TL;DR
Exponential backoff is a retry strategy where the wait time doubles after each failed attempt, for example 1, 2, 4, then 8 seconds, usually with random jitter added. In web scraping it is the standard response to 429 and transient 5xx errors because it gives struggling servers room to recover instead of hammering them.
Why Doubling Beats Fixed Delays
A fixed retry delay keeps pressure on the server constant: if it was overloaded at attempt one, it is probably still overloaded three seconds later. Doubling the delay makes pressure decay geometrically, so short outages resolve within a few attempts and longer ones stop consuming your request budget. It also protects you: aggressive retry loops are one of the fastest ways to convert a temporary 429 into a permanent IP ban.
The Reference Implementation
Three details separate production-grade backoff from a naive loop: a delay cap, random jitter, and respect for the server's own Retry-After header when it sends one.
import random
import time
import requests
RETRYABLE = {429, 500, 502, 503, 504, 520, 522}
def fetch(url: str, max_retries: int = 5) -> requests.Response:
for attempt in range(max_retries):
response = requests.get(url, timeout=(5, 30))
if response.status_code not in RETRYABLE:
return response
retry_after = response.headers.get("Retry-After")
if retry_after:
delay = float(retry_after)
else:
delay = min(2 ** attempt, 60) # 1, 2, 4, 8... capped at 60s
time.sleep(delay + random.uniform(0, delay / 2)) # jitter
raise RuntimeError(f"gave up on {url} after {max_retries} attempts")Jitter matters more than it looks. A fleet of workers that all fail together and all retry after exactly 4 seconds produces synchronized traffic spikes (the thundering herd) that re-trigger the failure. Randomizing each worker's delay spreads the retries out.
What Not to Retry
Backoff only helps when time fixes the problem. Retrying a 403 with the same identity, a 404, or a 402 wastes attempts on errors that need a different identity, a different URL, or a bigger budget. Classify first, then retry only the transient class.
Key Takeaways
- Double the delay per attempt, cap it, and always add jitter.
- Honor
Retry-Afterwhen the server provides it. - Retry only transient errors (429, most 5xx); everything else needs a different fix.
How ScrapeGraphAI Handles This
ScrapeGraphAI applies capped, jittered backoff with per-error-class retry policies on every request, across multiple fetch providers. Calling the scrape endpoint gets you production retry behavior without writing a retry loop at all.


- Problem statement
Scan the records for the word "name". Return each line where it is found.

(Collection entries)
▬▬▬

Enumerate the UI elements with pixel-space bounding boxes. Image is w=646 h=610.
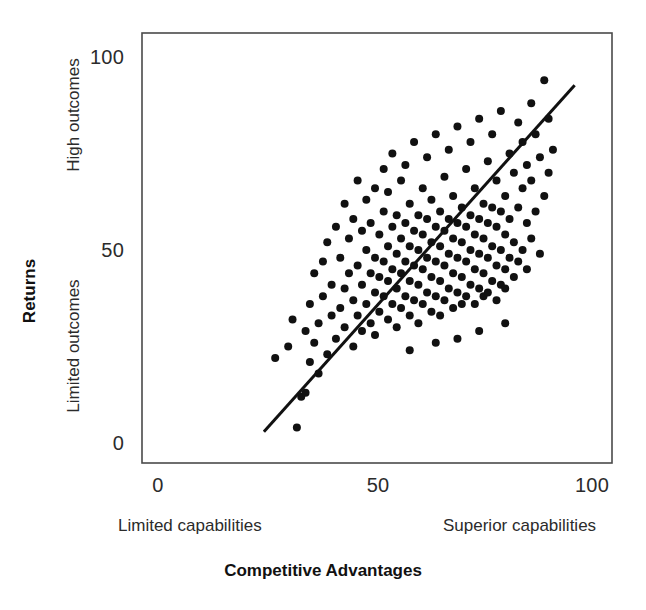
y-tick-label-50: 50 <box>62 239 124 262</box>
x-axis-title: Competitive Advantages <box>0 561 646 581</box>
x-tick-label-0: 0 <box>128 474 188 497</box>
x-axis-high-label: Superior capabilities <box>443 516 596 536</box>
x-tick-label-100: 100 <box>562 474 622 497</box>
y-tick-label-0: 0 <box>62 432 124 455</box>
x-axis-low-label: Limited capabilities <box>118 516 262 536</box>
plot-frame <box>142 33 612 463</box>
scatter-plot-figure: 100 50 0 0 50 100 High outcomes Limited … <box>0 0 646 610</box>
y-axis-low-label: Limited outcomes <box>64 266 84 426</box>
x-tick-label-50: 50 <box>348 474 408 497</box>
y-axis-title: Returns <box>20 248 40 334</box>
scatter-points <box>271 76 557 431</box>
trend-line <box>264 85 575 432</box>
y-axis-high-label: High outcomes <box>64 40 84 190</box>
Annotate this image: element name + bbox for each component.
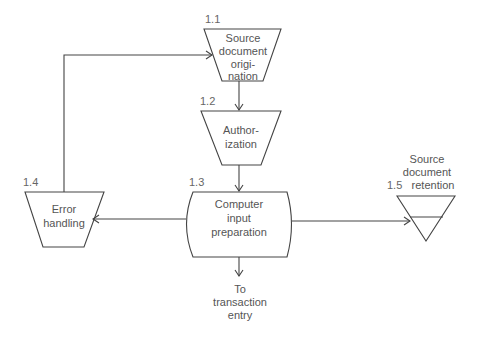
flowchart-diagram: 1.1 Source document origi- nation 1.2 Au… (0, 0, 478, 338)
node-label-line: document (403, 166, 451, 178)
terminal-label-line: entry (228, 309, 253, 321)
node-label-line: Computer (215, 198, 264, 210)
node-number-1-5: 1.5 (387, 179, 402, 191)
node-label-line: Source (410, 153, 445, 165)
node-label-line: ization (225, 138, 257, 150)
terminal-label-line: To (234, 283, 246, 295)
edge-1-3-to-1-4 (93, 215, 186, 223)
edge-1-4-to-1-1 (64, 51, 212, 192)
edge-1-3-to-1-5 (292, 217, 410, 225)
node-number-1-4: 1.4 (23, 176, 38, 188)
edge-1-1-to-1-2 (235, 81, 243, 110)
edge-1-3-to-transaction-entry (235, 257, 243, 276)
terminal-to-transaction-entry: To transaction entry (213, 283, 267, 321)
node-label-line: Author- (223, 124, 259, 136)
node-authorization[interactable]: 1.2 Author- ization (200, 95, 281, 165)
node-number-1-1: 1.1 (205, 13, 220, 25)
node-label-line: input (227, 212, 251, 224)
node-label-line: Source (226, 32, 261, 44)
node-source-document-origination[interactable]: 1.1 Source document origi- nation (204, 13, 281, 82)
node-source-document-retention[interactable]: Source document retention 1.5 (387, 153, 455, 241)
node-number-1-2: 1.2 (200, 95, 215, 107)
node-label-line: nation (228, 70, 258, 82)
node-label-line: document (219, 45, 267, 57)
node-label-line: preparation (211, 226, 267, 238)
node-label-line: origi- (231, 58, 256, 70)
edge-1-2-to-1-3 (235, 165, 243, 191)
node-number-1-3: 1.3 (189, 176, 204, 188)
node-label-line: handling (43, 217, 85, 229)
node-label-line: retention (412, 179, 455, 191)
terminal-label-line: transaction (213, 296, 267, 308)
node-label-line: Error (52, 203, 77, 215)
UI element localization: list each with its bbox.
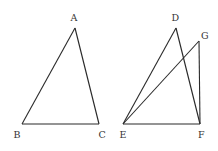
label-B: B — [14, 129, 21, 140]
label-E: E — [120, 129, 127, 140]
segments — [22, 28, 200, 124]
label-F: F — [198, 129, 205, 140]
segment-CA — [75, 28, 99, 124]
segment-DE — [123, 28, 176, 124]
segment-DF — [176, 28, 200, 124]
geometry-diagram: A B C D G E F — [0, 0, 218, 151]
segment-AB — [22, 28, 75, 124]
segment-GF — [199, 41, 200, 124]
label-C: C — [99, 129, 106, 140]
vertex-labels: A B C D G E F — [14, 12, 209, 140]
label-D: D — [172, 12, 180, 23]
segment-GE — [123, 41, 199, 124]
label-G: G — [201, 30, 209, 41]
label-A: A — [70, 12, 78, 23]
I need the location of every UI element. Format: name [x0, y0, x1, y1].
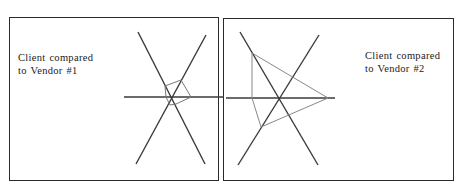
cropped-caption-remnant	[0, 0, 461, 6]
panel-label-vendor-1: Client compared to Vendor #1	[18, 51, 93, 77]
panel-label-line2: to Vendor #2	[365, 62, 440, 75]
panel-label-vendor-2: Client compared to Vendor #2	[365, 49, 440, 75]
panel-label-line1: Client compared	[18, 51, 93, 64]
panel-label-line2: to Vendor #1	[18, 64, 93, 77]
panel-label-line1: Client compared	[365, 49, 440, 62]
chart-panel-vendor-1	[9, 17, 219, 181]
chart-panel-vendor-2	[223, 18, 454, 181]
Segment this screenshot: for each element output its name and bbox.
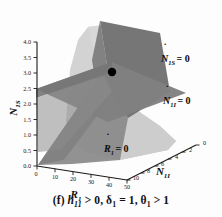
annot-n1i-eq: = 0 (177, 95, 190, 106)
annot-r1-eq: = 0 (115, 143, 128, 154)
caption-h-rel: > 0, (85, 194, 103, 206)
x-tick-4: 40 (106, 181, 112, 188)
z-tick-8: 4.0 (23, 38, 31, 45)
x-tick-1: 10 (52, 173, 58, 180)
z-tick-7: 3.5 (23, 54, 31, 61)
z-tick-3: 1.5 (23, 116, 31, 123)
x-tick-0: 0 (34, 170, 37, 177)
annot-r1-dot: ˙ (106, 132, 109, 143)
annot-n1i-sub: 1I (170, 101, 176, 108)
x-tick-3: 30 (88, 178, 94, 185)
z-axis-label-sub: 1S (14, 100, 22, 108)
z-tick-6: 3.0 (23, 69, 31, 76)
y-axis-label-sub: 1I (164, 172, 171, 180)
annot-r1-sub: 1 (111, 149, 114, 156)
caption-theta-sub: 1 (147, 200, 151, 209)
y-tick-2: 4 (175, 153, 178, 160)
annot-n1s-eq: = 0 (176, 53, 189, 64)
z-tick-0: 0.0 (23, 162, 31, 169)
equilibrium-point (108, 68, 116, 76)
annot-n1i-dot: ˙ (166, 84, 169, 95)
phase-portrait-plot: 4.0 3.5 3.0 2.5 2.0 1.5 1.0 0.5 0.0 0 10… (0, 0, 222, 217)
y-tick-4: 8 (147, 167, 150, 174)
caption-h-sub: 11 (74, 200, 82, 209)
z-tick-1: 0.5 (23, 147, 31, 154)
y-tick-0: 0 (203, 139, 206, 146)
figure-caption: (f) h11 > 0, δ1 = 1, θ1 > 1 (0, 194, 222, 209)
z-tick-5: 2.5 (23, 85, 31, 92)
caption-delta-rel: = 1, (119, 194, 137, 206)
y-tick-1: 2 (189, 146, 192, 153)
caption-theta-rel: > 1 (154, 194, 169, 206)
annot-n1s-sub: 1S (168, 59, 175, 66)
caption-delta-sub: 1 (112, 200, 116, 209)
x-tick-5: 50 (124, 183, 130, 190)
figure-panel: 4.0 3.5 3.0 2.5 2.0 1.5 1.0 0.5 0.0 0 10… (0, 0, 222, 217)
svg-text:R1= 0: R1= 0 (103, 143, 129, 156)
annot-n1s-dot: ˙ (164, 42, 167, 53)
x-tick-2: 20 (70, 175, 76, 182)
caption-index: (f) (53, 194, 65, 206)
z-tick-4: 2.0 (23, 100, 31, 107)
y-tick-5: 10 (133, 174, 139, 181)
z-tick-2: 1.0 (23, 131, 31, 138)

▬▬▬

- Response area
Annotate this image: element name + bbox for each component.
I need the location of every UI element. Format: name [x0, y0, x1, y1].
Segment this screenshot: for each element output its name and bbox.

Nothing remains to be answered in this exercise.